Material Considerations in Buying the Proper Vibratory Feeder

July 1, 2019

The need to vibrate and process feed material exists across all industries. Even in the food sector, vibratory feeders ingest grain streams. The pharmaceutical sector is the same, with special feed chutes vibrating masses of tiny pills. For the mining industry, coarser material streams are the norm. On placing the emphasis of this post on material considerations, what type of vibratory feeder deals with these flinty loads?

 
Generating the Sine-Wave Stroke

Broadly speaking, a vibratory feeder maintains product flow. In a mining process, a hopper funnels rough-edged ore chunks down into a slightly angled pan or trough. The problem here is those rough edges. They have a habit of locking together. One sharp edge notches into another rock’s equally rough surface depression, and then the pairing jams inside the equipment. It’s impossible to sort ore streams when they’re sticking to each other like this. Enter a vibratory feeder, with its single or two-mass drive system providing plenty of obstruction loosening energy. The equipment produces a complex stroke waveform. Up the trough load goes, then it drops again, this time further along the equipment pan. A drive mechanism creates the upward force (amplitude) while the forward and backwards motion of the tray generates wave frequency.

 
Purchasing Purpose-Designed Vibratory Feeders

Clearly, although the equipment doesn’t look that complicated, it’s built to exhibit an exacting set of performance-tuned mineral shifting properties. Keeping the chute flow rate consistent and edge locking incidents at the bare minimum, different types of drive systems make those signature stroke profiles possible. There’s the electromagnetic drive unit to install. DC (Direct Current) drives are less expensive, but their pulsed strokes and rectifier circuits tend to create waste energy, which is then expressed as a thermal loss. AC drives (Alternating Current), on the other hand, are more accurate. They also consume less energy. Then there’s the mounting point to assess. Will the motors be mounted above or below the pan? As for the interior section, the trough needs to be built from mild steel or stainless steel, depending on the density of the feed load.
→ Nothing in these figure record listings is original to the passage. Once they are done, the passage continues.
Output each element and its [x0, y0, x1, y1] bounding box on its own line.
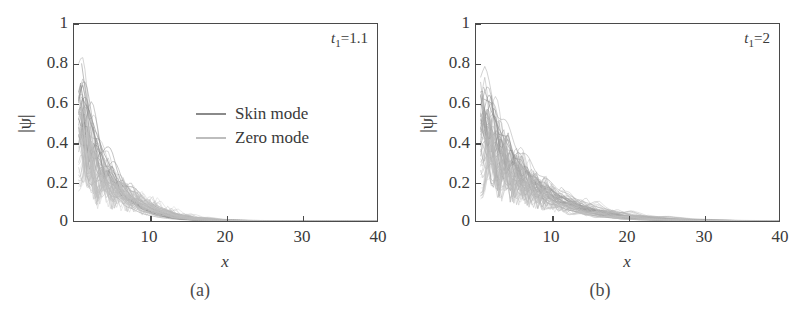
param-equals-b: =	[754, 30, 762, 46]
legend-item-zero-mode: Zero mode	[196, 126, 309, 150]
plot-area-a: t1=1.1 Skin mode Zero mode	[73, 23, 378, 222]
figure-container: t1=1.1 Skin mode Zero mode 1 0.8 0.6 0.4…	[0, 0, 801, 313]
xtick-label-a-30: 30	[282, 228, 322, 245]
ytick-a-0.6	[74, 104, 79, 105]
xtick-label-b-30: 30	[684, 228, 724, 245]
ytick-b-0.8	[476, 64, 481, 65]
param-value-b: 2	[763, 30, 771, 46]
ytick-label-b-0: 0	[428, 212, 470, 229]
xtick-label-b-10: 10	[531, 228, 571, 245]
curve-bundle-b	[476, 24, 779, 221]
y-axis-title-a: |ψ|	[15, 94, 36, 154]
ytick-a-0.4	[74, 143, 79, 144]
xtick-label-b-20: 20	[607, 228, 647, 245]
y-axis-title-b: |ψ|	[417, 94, 438, 154]
ytick-b-0.4	[476, 143, 481, 144]
ytick-a-0.8	[74, 64, 79, 65]
ytick-label-a-0.2: 0.2	[26, 174, 68, 191]
panel-b: t1=2 1 0.8 0.6 0.4 0.2 0 10 20 30 40 x |…	[400, 0, 800, 313]
x-axis-title-a: x	[205, 252, 245, 272]
ytick-label-a-1: 1	[26, 14, 68, 31]
xtick-label-b-40: 40	[760, 228, 800, 245]
panel-a: t1=1.1 Skin mode Zero mode 1 0.8 0.6 0.4…	[0, 0, 400, 313]
panel-caption-b: (b)	[400, 280, 800, 301]
legend-item-skin-mode: Skin mode	[196, 102, 309, 126]
ytick-label-b-0.8: 0.8	[428, 54, 470, 71]
legend-swatch-skin-mode	[196, 113, 226, 115]
ytick-label-b-0.2: 0.2	[428, 174, 470, 191]
xtick-a-10	[150, 216, 151, 221]
xtick-label-a-10: 10	[129, 228, 169, 245]
legend-label-skin-mode: Skin mode	[235, 104, 308, 124]
ytick-b-0.2	[476, 183, 481, 184]
xtick-b-10	[552, 216, 553, 221]
ytick-a-0.2	[74, 183, 79, 184]
x-axis-title-b: x	[607, 252, 647, 272]
parameter-annotation-a: t1=1.1	[331, 30, 368, 49]
legend-a: Skin mode Zero mode	[196, 102, 309, 150]
param-equals-a: =	[341, 30, 349, 46]
xtick-a-20	[227, 216, 228, 221]
parameter-annotation-b: t1=2	[744, 30, 770, 49]
plot-area-b: t1=2	[475, 23, 780, 222]
ytick-label-a-0: 0	[26, 212, 68, 229]
xtick-label-a-20: 20	[205, 228, 245, 245]
panel-caption-a: (a)	[0, 280, 400, 301]
xtick-a-30	[303, 216, 304, 221]
legend-swatch-zero-mode	[196, 137, 226, 139]
legend-label-zero-mode: Zero mode	[235, 128, 309, 148]
xtick-b-20	[629, 216, 630, 221]
xtick-b-30	[705, 216, 706, 221]
xtick-label-a-40: 40	[358, 228, 398, 245]
ytick-b-1	[476, 24, 481, 25]
param-value-a: 1.1	[349, 30, 368, 46]
ytick-b-0.6	[476, 104, 481, 105]
ytick-label-a-0.8: 0.8	[26, 54, 68, 71]
ytick-label-b-1: 1	[428, 14, 470, 31]
ytick-a-1	[74, 24, 79, 25]
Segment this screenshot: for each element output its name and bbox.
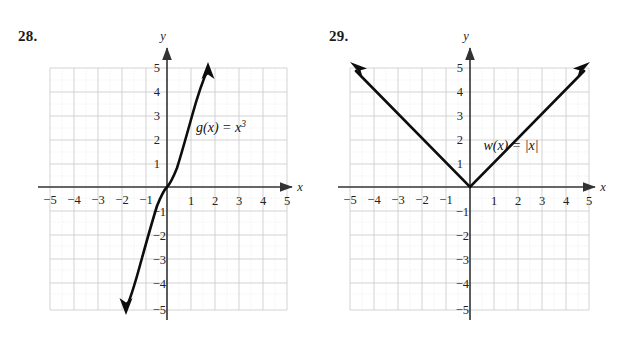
y-tick-1-28: 1 xyxy=(154,157,160,171)
function-label-29: w(x) = |x| xyxy=(483,138,538,154)
y-tick-neg5-28: −5 xyxy=(153,303,166,317)
x-axis-name-29: x xyxy=(599,180,606,194)
x-tick-neg2-28: −2 xyxy=(115,193,128,207)
y-tick-3-28: 3 xyxy=(154,109,160,123)
y-tick-neg4-28: −4 xyxy=(153,277,167,291)
y-tick-3-29: 3 xyxy=(457,109,463,123)
y-tick-1-29: 1 xyxy=(457,157,463,171)
x-tick-3-28: 3 xyxy=(236,194,242,208)
x-tick-2-28: 2 xyxy=(212,194,218,208)
x-tick-neg2-29: −2 xyxy=(415,193,428,207)
x-tick-neg1-29: −1 xyxy=(439,193,452,207)
y-tick-5-29: 5 xyxy=(457,61,463,75)
x-tick-1-29: 1 xyxy=(491,194,497,208)
curve-arrow-down-28 xyxy=(120,298,133,315)
x-tick-neg3-28: −3 xyxy=(91,193,104,207)
function-label-28: g(x) = x3 xyxy=(196,119,246,136)
y-tick-neg4-29: −4 xyxy=(456,277,470,291)
function-label-28-base: g(x) = x xyxy=(196,120,242,136)
y-tick-2-29: 2 xyxy=(457,133,463,147)
y-tick-neg2-29: −2 xyxy=(456,229,469,243)
plot-29: x y −5 −4 −3 −2 −1 1 2 3 4 5 5 4 3 2 1 −… xyxy=(311,0,621,344)
y-axis-name-29: y xyxy=(461,29,469,43)
function-label-28-exponent: 3 xyxy=(240,119,246,129)
x-tick-5-29: 5 xyxy=(586,194,592,208)
x-tick-neg1-28: −1 xyxy=(139,193,152,207)
figure-29: 29. xyxy=(311,0,621,344)
x-tick-neg5-29: −5 xyxy=(343,193,356,207)
x-tick-neg3-29: −3 xyxy=(391,193,404,207)
major-grid-28 xyxy=(50,68,287,310)
plot-28: x y −5 −4 −3 −2 −1 1 2 3 4 5 5 4 3 2 1 −… xyxy=(0,0,310,344)
x-tick-4-28: 4 xyxy=(260,194,267,208)
y-tick-4-28: 4 xyxy=(154,85,161,99)
x-tick-4-29: 4 xyxy=(563,194,570,208)
y-tick-neg3-28: −3 xyxy=(153,253,166,267)
y-tick-neg1-29: −1 xyxy=(456,205,469,219)
figure-28: 28. xyxy=(0,0,310,344)
x-axis-name-28: x xyxy=(296,180,303,194)
x-tick-5-28: 5 xyxy=(284,194,290,208)
x-tick-1-28: 1 xyxy=(188,194,194,208)
y-tick-2-28: 2 xyxy=(154,133,160,147)
y-tick-neg5-29: −5 xyxy=(456,303,469,317)
x-tick-neg4-29: −4 xyxy=(367,193,381,207)
y-tick-5-28: 5 xyxy=(154,61,160,75)
curve-arrow-up-28 xyxy=(202,62,215,79)
worksheet-page: 28. xyxy=(0,0,621,344)
x-tick-neg5-28: −5 xyxy=(43,193,56,207)
y-tick-4-29: 4 xyxy=(457,85,464,99)
x-tick-2-29: 2 xyxy=(515,194,521,208)
y-tick-neg3-29: −3 xyxy=(456,253,469,267)
x-tick-3-29: 3 xyxy=(539,194,545,208)
x-tick-neg4-28: −4 xyxy=(67,193,81,207)
y-axis-name-28: y xyxy=(158,29,166,43)
minor-grid-28 xyxy=(50,68,287,310)
y-tick-neg2-28: −2 xyxy=(153,229,166,243)
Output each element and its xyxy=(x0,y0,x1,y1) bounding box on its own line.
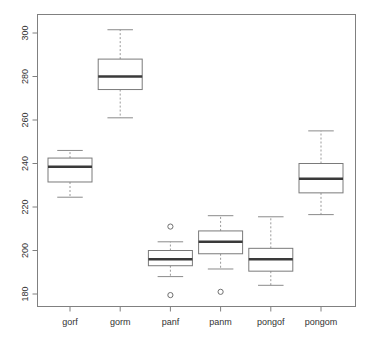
y-tick-label: 180 xyxy=(20,286,30,301)
box-panf xyxy=(148,224,192,298)
box-rect-gorf xyxy=(48,158,92,182)
boxplot-figure: 180200220240260280300 gorfgormpanfpanmpo… xyxy=(0,0,367,341)
box-gorf xyxy=(48,150,92,197)
y-tick-label: 240 xyxy=(20,156,30,171)
y-tick-label: 220 xyxy=(20,199,30,214)
box-gorm xyxy=(98,30,142,118)
x-tick-label-panm: panm xyxy=(209,317,232,327)
outlier-panf-1 xyxy=(168,292,173,297)
y-tick-label: 260 xyxy=(20,112,30,127)
outlier-panm-0 xyxy=(218,289,223,294)
box-rect-gorm xyxy=(98,59,142,89)
y-tick-label: 280 xyxy=(20,69,30,84)
boxplot-canvas: 180200220240260280300 gorfgormpanfpanmpo… xyxy=(0,0,367,341)
outlier-panf-0 xyxy=(168,224,173,229)
y-axis: 180200220240260280300 xyxy=(20,25,38,301)
x-tick-label-gorf: gorf xyxy=(62,317,78,327)
y-tick-label: 300 xyxy=(20,25,30,40)
box-panm xyxy=(199,216,243,295)
x-tick-label-pongof: pongof xyxy=(257,317,285,327)
x-axis: gorfgormpanfpanmpongofpongom xyxy=(62,307,337,327)
box-pongof xyxy=(249,217,293,286)
x-tick-label-gorm: gorm xyxy=(110,317,131,327)
x-tick-label-pongom: pongom xyxy=(305,317,338,327)
box-pongom xyxy=(299,131,343,215)
y-tick-label: 200 xyxy=(20,243,30,258)
box-series xyxy=(48,30,343,298)
x-tick-label-panf: panf xyxy=(162,317,180,327)
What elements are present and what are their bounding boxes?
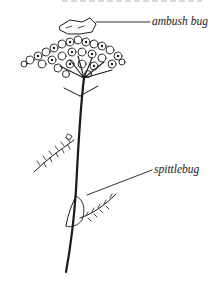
spittlebug-leader-line <box>87 170 152 195</box>
main-stem <box>66 78 84 272</box>
label-ambush-bug: ambush bug <box>152 16 208 28</box>
label-spittlebug: spittlebug <box>154 164 199 176</box>
ambush-bug-drawing <box>60 18 96 34</box>
yarrow-plant-illustration <box>0 0 224 281</box>
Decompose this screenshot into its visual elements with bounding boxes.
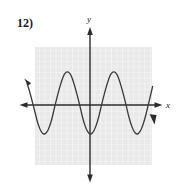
y-axis-bottom-arrowhead (87, 175, 93, 183)
y-axis-label: y (87, 14, 91, 24)
plot-grid-background (35, 47, 152, 165)
x-axis-label: x (166, 100, 170, 110)
curve-left-arrowhead (24, 79, 31, 86)
problem-number: 12) (17, 16, 33, 30)
x-axis-left-arrowhead (20, 102, 28, 108)
x-axis-right-arrowhead (155, 102, 163, 108)
y-axis-top-arrowhead (87, 27, 93, 35)
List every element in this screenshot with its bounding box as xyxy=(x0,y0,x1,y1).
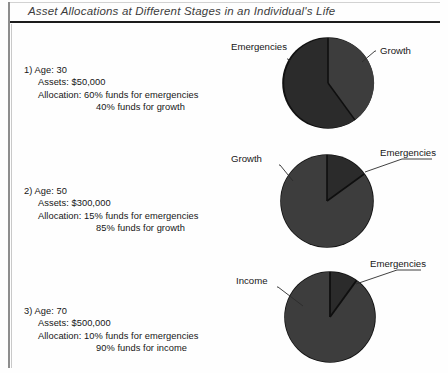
frame-left-border xyxy=(8,2,10,368)
pie-chart-age-30: Emergencies Growth xyxy=(225,30,448,136)
stage-3-assets: Assets: $500,000 xyxy=(38,317,199,329)
figure-page: Asset Allocations at Different Stages in… xyxy=(0,0,448,373)
stage-1-description: 1) Age: 30 Assets: $50,000 Allocation: 6… xyxy=(24,64,199,114)
stage-2-assets: Assets: $300,000 xyxy=(38,197,199,209)
pie-2-label-growth: Growth xyxy=(231,153,262,164)
title-underline-rule xyxy=(10,21,440,23)
pie-3-label-income: Income xyxy=(236,275,267,286)
stage-3-age: 3) Age: 70 xyxy=(24,305,199,317)
stage-2-description: 2) Age: 50 Assets: $300,000 Allocation: … xyxy=(24,185,199,235)
pie-2-label-emergencies: Emergencies xyxy=(380,147,436,158)
figure-title: Asset Allocations at Different Stages in… xyxy=(28,5,335,17)
pie-2-leader-emergencies xyxy=(365,159,432,172)
stage-1-allocation-line-2: 40% funds for growth xyxy=(96,101,199,113)
stage-2-allocation-line-2: 85% funds for growth xyxy=(96,222,199,234)
frame-left-hairline xyxy=(11,24,12,368)
stage-1-age: 1) Age: 30 xyxy=(24,64,199,76)
stage-3-allocation-line-1: Allocation: 10% funds for emergencies xyxy=(38,330,199,342)
stage-2-allocation-line-1: Allocation: 15% funds for emergencies xyxy=(38,210,199,222)
pie-1-label-growth: Growth xyxy=(380,45,411,56)
pie-chart-age-50: Growth Emergencies xyxy=(225,146,448,252)
pie-1-label-emergencies: Emergencies xyxy=(231,41,287,52)
stage-3-allocation-line-2: 90% funds for income xyxy=(96,342,199,354)
pie-chart-age-70: Income Emergencies xyxy=(225,262,448,370)
stage-1-allocation-line-1: Allocation: 60% funds for emergencies xyxy=(38,89,199,101)
stage-1-assets: Assets: $50,000 xyxy=(38,76,199,88)
frame-top-hairline xyxy=(10,2,440,3)
pie-3-leader-emergencies xyxy=(356,270,421,284)
stage-2-age: 2) Age: 50 xyxy=(24,185,199,197)
pie-3-label-emergencies: Emergencies xyxy=(370,258,426,269)
stage-3-description: 3) Age: 70 Assets: $500,000 Allocation: … xyxy=(24,305,199,355)
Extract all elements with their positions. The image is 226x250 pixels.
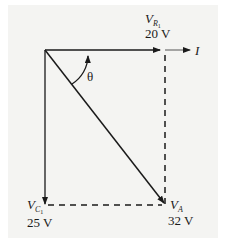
va-label: VA [170, 198, 183, 213]
vc-value: 25 V [27, 216, 52, 229]
current-label: I [195, 44, 199, 57]
va-value: 32 V [168, 214, 193, 227]
theta-arc [72, 56, 88, 84]
theta-label: θ [87, 70, 93, 83]
va-phasor [45, 50, 164, 203]
vr-value: 20 V [145, 27, 170, 40]
vc-label: VC1 [27, 198, 43, 214]
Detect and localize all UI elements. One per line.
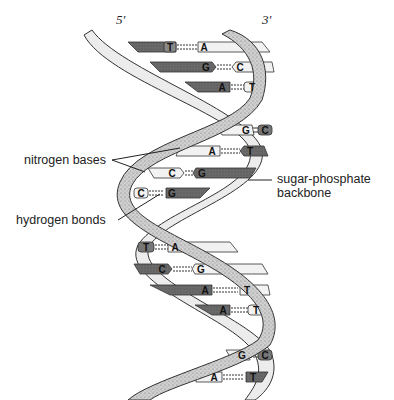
base-5-left: A bbox=[208, 146, 215, 157]
dna-diagram: T A G C A T G C A T C G C G T A C G A T … bbox=[0, 0, 394, 400]
base-4-right: C bbox=[261, 125, 268, 136]
base-10-left: A bbox=[201, 285, 208, 296]
base-5-right: T bbox=[247, 146, 253, 157]
base-7-right: G bbox=[168, 188, 176, 199]
helix-graphic: T A G C A T G C A T C G C G T A C G A T … bbox=[0, 0, 394, 400]
base-11-right: T bbox=[253, 305, 259, 316]
backbone-label-line1: sugar-phosphate bbox=[277, 172, 371, 186]
base-12-right: C bbox=[261, 350, 268, 361]
base-10-right: T bbox=[244, 285, 250, 296]
base-1-left: T bbox=[167, 42, 173, 53]
backbone-label-line2: backbone bbox=[277, 186, 331, 200]
base-2-right: C bbox=[236, 62, 243, 73]
base-9-left: C bbox=[158, 264, 165, 275]
three-prime-label: 3' bbox=[262, 12, 271, 28]
base-8-right: A bbox=[171, 242, 178, 253]
hydrogen-bonds-label: hydrogen bonds bbox=[16, 213, 106, 227]
nitrogen-bases-label: nitrogen bases bbox=[24, 153, 106, 167]
base-13-right: T bbox=[250, 372, 256, 383]
base-7-left: C bbox=[137, 188, 144, 199]
base-pair-5 bbox=[176, 146, 268, 156]
base-3-right: T bbox=[249, 82, 255, 93]
base-3-left: A bbox=[218, 82, 225, 93]
base-2-left: G bbox=[202, 62, 210, 73]
five-prime-label: 5' bbox=[116, 12, 125, 28]
base-9-right: G bbox=[197, 264, 205, 275]
base-11-left: A bbox=[219, 305, 226, 316]
base-6-right: G bbox=[198, 168, 206, 179]
base-6-left: C bbox=[168, 168, 175, 179]
base-4-left: G bbox=[242, 125, 250, 136]
base-13-left: A bbox=[210, 372, 217, 383]
base-1-right: A bbox=[200, 42, 207, 53]
base-12-left: G bbox=[238, 350, 246, 361]
base-8-left: T bbox=[143, 242, 149, 253]
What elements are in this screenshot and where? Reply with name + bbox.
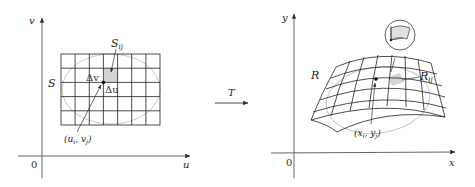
transform-label: T xyxy=(228,87,236,98)
delta-u-label: Δu xyxy=(105,84,119,95)
transform-arrow: T xyxy=(215,87,248,103)
origin-label: 0 xyxy=(31,159,37,170)
v-axis-label: v xyxy=(29,15,35,26)
u-axis-label: u xyxy=(183,159,189,170)
left-plot: v u 0 S Sij Δv Δu (ui, vj) xyxy=(18,15,190,178)
point-xy-label: (xi, yj) xyxy=(354,128,381,140)
change-of-variables-diagram: v u 0 S Sij Δv Δu (ui, vj) xyxy=(0,0,475,187)
region-r-label: R xyxy=(310,69,319,82)
sij-label: Sij xyxy=(111,37,124,51)
region-s-label: S xyxy=(48,77,56,90)
origin-label-right: 0 xyxy=(286,157,292,168)
inset-parallelogram xyxy=(391,26,410,40)
x-axis xyxy=(271,152,455,153)
y-axis-label: y xyxy=(281,12,288,23)
delta-v-label: Δv xyxy=(86,72,99,83)
right-plot: y x 0 xyxy=(271,12,455,178)
point-uv-label: (ui, vj) xyxy=(64,134,92,146)
sample-point-xy xyxy=(374,77,378,81)
x-axis-label: x xyxy=(449,157,455,168)
magnified-inset xyxy=(385,20,415,72)
subrectangle-sij xyxy=(104,68,118,82)
subregion-rij xyxy=(388,73,404,86)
This is clearly an intricate piece of equipment. Assuming a heavy and coarse-edged flow is heading toward the feeder chute, the purchased model has been decided and installed. It has a rubber-lined pan to dampen the heavy load. The stroke is amplitude and frequency adjustable, courtesy of the low-energy AC drive and the attached mechanical shaft, which has an eccentrically mounted plating linkage. Finally, injecting all of the moving parts with reciprocal energy and a much-needed dampening feature, strong rubber compounds and steel coiled springs provide stroke-regulating governance. By the way, fibreglass springs can be substituted for the heavy-duty steel coils if the vibratory feeder is a light to medium duty model.